As long as you are in a human body, you are always doing something. Sitting perfectly still, you are still thinking. Even sleeping is doing something.


No problem there.


But our mind erroneously identifies itself as a separate entity that judges, evaluates and controls this doing, instead of just the Flow of Life itself.


This separate entity that thinks it’s the ‘doer,’ that thinks it is in control, cannot be found, because it does not exist. We call that false identity ego.


But “we“ don’t control anything, because there is no “we.” It’s just life, Reality, expressing itself spontaneously. All other species on earth live this way – birds, animals, trees – there is constant doing there, but no thinking or erroneous belief that there is a doer. They just act spontaneously. Just reality, things ‘happening,’ out of ‘nothing.’


Meditation is a very good tool for watching everything emanate out of that stillness. Thoughts and phenomena rise and fall, things ‘happen’ or ‘get done,’ but there is no doer. As you learn to meditate, which is just witnessing without engagement, you see thoughts, choices and actions rising & falling, totally beyond your control. You see that they are just empty phenomena. You go looking for the seer, the witness, the awareness that’s watching all this, and you can find nothing there. This then translates to your actions when you are not meditating, when you are ‘doing things’ in the world. Once again, you go looking for the doer, and can find nothing there.


So meditation is great preparation for recognizing that the ego-sense is a phantom.


Your body is real.


Your actions are real.


But the sense of “I the doer,” the ego-sense, is a total illusion, created by mind.


Whether you are sitting meditating, up & doing things, or doing nothing at all, it’s just happening, just Life. “You” are not there, as the doer.


The only way that meditation is different from doing nothing at all, is that in meditation, you are purposely, consciously witnessing that there is no “you” doing anything, whereas, if you try to do ‘nothing at all’ (good luck with that one:-) you’ll still think “you” are the entity doing this ‘nothing.’ Huge difference.


Meditate for a long time, or for many regular short times, and see if this realization of non-doership can wake up in your location, can go “aha!’ for you.

A

This is a clear and internally consistent expression of a nondual / Advaita-style view of meditation and identity. A few things it does especially well:

  • It distinguishes activity from the sense of authorship. That’s the key move in many contemplative traditions.
  • It avoids the common misunderstanding that awakening means becoming passive or inert.
  • It points meditation toward direct observation rather than belief or philosophy.

The strongest line is probably this:

“Meditation is not to do nothing. The purpose is to break identification with the doer.”

That gets to the experiential core very quickly.

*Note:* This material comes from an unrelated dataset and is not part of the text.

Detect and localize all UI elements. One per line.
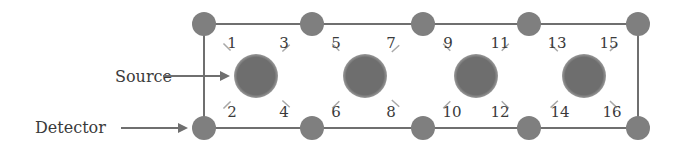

There are also a few philosophical assumptions embedded in it that are worth noticing:

  1. It treats the self as entirely illusory
    Some traditions would agree completely. Others would say the ego is not unreal, but provisional — a useful functional process mistaken for an absolute identity.
  2. It leans strongly toward determinism or spontaneous arising
    “Thoughts, choices and actions rise and fall totally beyond your control.”
    That’s a recognizable insight in meditation, though different schools interpret it differently. Some conclude “there is no controller”; others conclude “control is partial, conditioned, and relational.”
  3. It equates witnessing with truth
    The text assumes that because no separate doer can be found in experience, no such entity exists. That’s a powerful contemplative insight, but still a metaphysical conclusion drawn from phenomenology.

What’s compelling about this perspective is that many meditators genuinely do report moments where actions seem to happen before the narrative self claims ownership of them. The “I am doing this” feeling can loosen dramatically.

At the same time, there’s an important practical nuance:

Even if the separate self is seen through psychologically, human beings still function through responsibility, memory, ethics, relationships, planning, and consequences. Mature nondual traditions usually emphasize that realization is not an escape from ordinary life, but a different relationship to it.

So the healthiest version of this insight is often not:

  • “Nothing matters because nobody exists,”

but more like:

  • “Life is happening without the psychological burden of a separate controller at the center of it.”

That tends to produce more ease, less compulsive self-reference, and sometimes greater spontaneity and compassion.

Overall, the passage is a strong articulation of non-doership as a meditative insight rather than merely an abstract belief.